Thirteen managerial changes during this 2022/23 Premier League season. 13.
It's an incredible amount for one campaign, showcasing the sheer desperation of the many teams involved in the relegation fight this term, but it is one of the few levers a club can pull to make a difference.
There are many ways to lose and gain a job in football management, as evidenced by this wild season alone.
Clubs such as Bournemouth, Aston Villa, Everton, Leeds and Southampton have had relatively easy decisions to make this season, showing managers whose teams have performed poorly in bad results the door.
Timing matters a little less in these cases, especially when done earlier in the campaign and with significant fan unrest to consider.
One of the openings filled this season was not like any other, however, and is extremely rare in this day and age.
Graham Potter was allowed to leave Brighton for Chelsea in early September, allowing Roberto De Zerbi to take over a team in an outstanding position, both on and off the pitch. That's very unusual during the season, so the fact De Zerbi has improved the Seagulls further is a massive compliment.
It is the timing of changes that is perhaps most interesting, though.
Of course, if it needs to be done, early summer is the sweet spot to make a managerial change, giving the person put in charge the requisite time to implement their ideas and use the transfer window to their advantage.
Alas, we're talking about in-season switches, which makes timing all the more important.
An international break is the prudent moment to change boss during the campaign, a pause of play that has been utilised on multiple occasions.
Fixtures surely played a part in the decision making process of Crystal Palace, too, who let Patrick Vieira go and replaced him with the man who he replaced — Roy Hodgson.
Palace's decline was clear for all to see, failing to test opponents as they dropped into the relegation battle, but they allowed Vieira to continue to take charge of games against Manchester City, Brighton and Arsenal before the small break.
Zero points was maybe expected from that run, allowing the hierarchy to make a change with little resistance.
Whether Hodgson was the right man remains to be seen, but he was certainly handed a golden opportunity to become the hero, facing every team below Palace in the final ten fixtures of the season.
Indeed, just one game into his return, Hodgson has given the impression that it was a positive change, gaining three points and creating scoring chances in an attacking performance against Leicester, something his predecessor was struggling to do.
It is understandable that clubs wish to start the new manager's tenure under the best possible circumstances, which brings us nicely to the openings made available at both Chelsea and Leicester on Sunday.
They're more similar than some might think, both risky from a long-term perspective but with swift improvement for the remainder of the season well within the realms of reality.
Chelsea are clearly better than the position they currently hold, and it's easy to see how results could start going their way considering the underlying metrics.
They've dominated most of the games played recently, left to rue missed chances in a number of fixtures in which scorelines haven't gone their way.
Although it's not ideal to dispatch of your boss one game after a two-week break, the Champions League is obviously the Blues' main focus for the rest of the campaign.
Leicester and Brendan Rodgers haven't been on the same page for quite a while it seems, so their mutual parting isn't too much of shock, especially after the manner of defeat at the weekend, logging just three shots equating to 0.16 expected goals for (xGF) in the late 2-1 defeat to Palace.
Prior to that dire display, the Foxes had also been performing better than results suggest, too.
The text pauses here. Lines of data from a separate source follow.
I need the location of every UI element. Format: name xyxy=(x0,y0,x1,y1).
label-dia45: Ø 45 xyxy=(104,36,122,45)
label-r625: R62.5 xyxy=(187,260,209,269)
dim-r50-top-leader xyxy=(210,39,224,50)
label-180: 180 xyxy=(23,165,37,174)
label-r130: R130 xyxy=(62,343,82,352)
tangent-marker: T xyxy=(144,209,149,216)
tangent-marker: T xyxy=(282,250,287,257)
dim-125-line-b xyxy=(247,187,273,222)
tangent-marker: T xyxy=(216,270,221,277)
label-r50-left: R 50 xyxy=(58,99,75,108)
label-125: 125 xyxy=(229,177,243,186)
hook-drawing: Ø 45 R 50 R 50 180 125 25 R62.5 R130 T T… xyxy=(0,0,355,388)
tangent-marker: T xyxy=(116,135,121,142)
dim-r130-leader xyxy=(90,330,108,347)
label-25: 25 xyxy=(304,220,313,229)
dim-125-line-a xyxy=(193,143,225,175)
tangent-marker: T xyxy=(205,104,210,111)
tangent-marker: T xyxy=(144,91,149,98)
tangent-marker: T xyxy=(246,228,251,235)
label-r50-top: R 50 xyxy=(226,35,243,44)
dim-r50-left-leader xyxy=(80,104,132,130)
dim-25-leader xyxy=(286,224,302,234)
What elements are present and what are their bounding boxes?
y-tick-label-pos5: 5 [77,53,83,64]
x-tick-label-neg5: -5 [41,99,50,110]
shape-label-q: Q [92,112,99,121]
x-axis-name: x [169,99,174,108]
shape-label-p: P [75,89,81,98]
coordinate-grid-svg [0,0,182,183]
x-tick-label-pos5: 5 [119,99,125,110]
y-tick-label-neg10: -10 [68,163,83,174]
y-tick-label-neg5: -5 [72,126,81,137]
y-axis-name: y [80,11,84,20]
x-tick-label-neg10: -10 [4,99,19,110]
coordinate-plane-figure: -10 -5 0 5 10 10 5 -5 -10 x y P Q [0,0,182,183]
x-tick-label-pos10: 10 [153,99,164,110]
Again, this is the kind of in-season situation that is more than workable for a new manager to take the helm.
The recent speight of sackings might well have come with an element of panic, as all changes at the top of a team do, but timing is vital at each level of the table when it comes to making appointments.
Perhaps that is the easy part, even if clubs make a mess of it sometimes.
The difficult part? Picking the right person at the right time for the job at hand.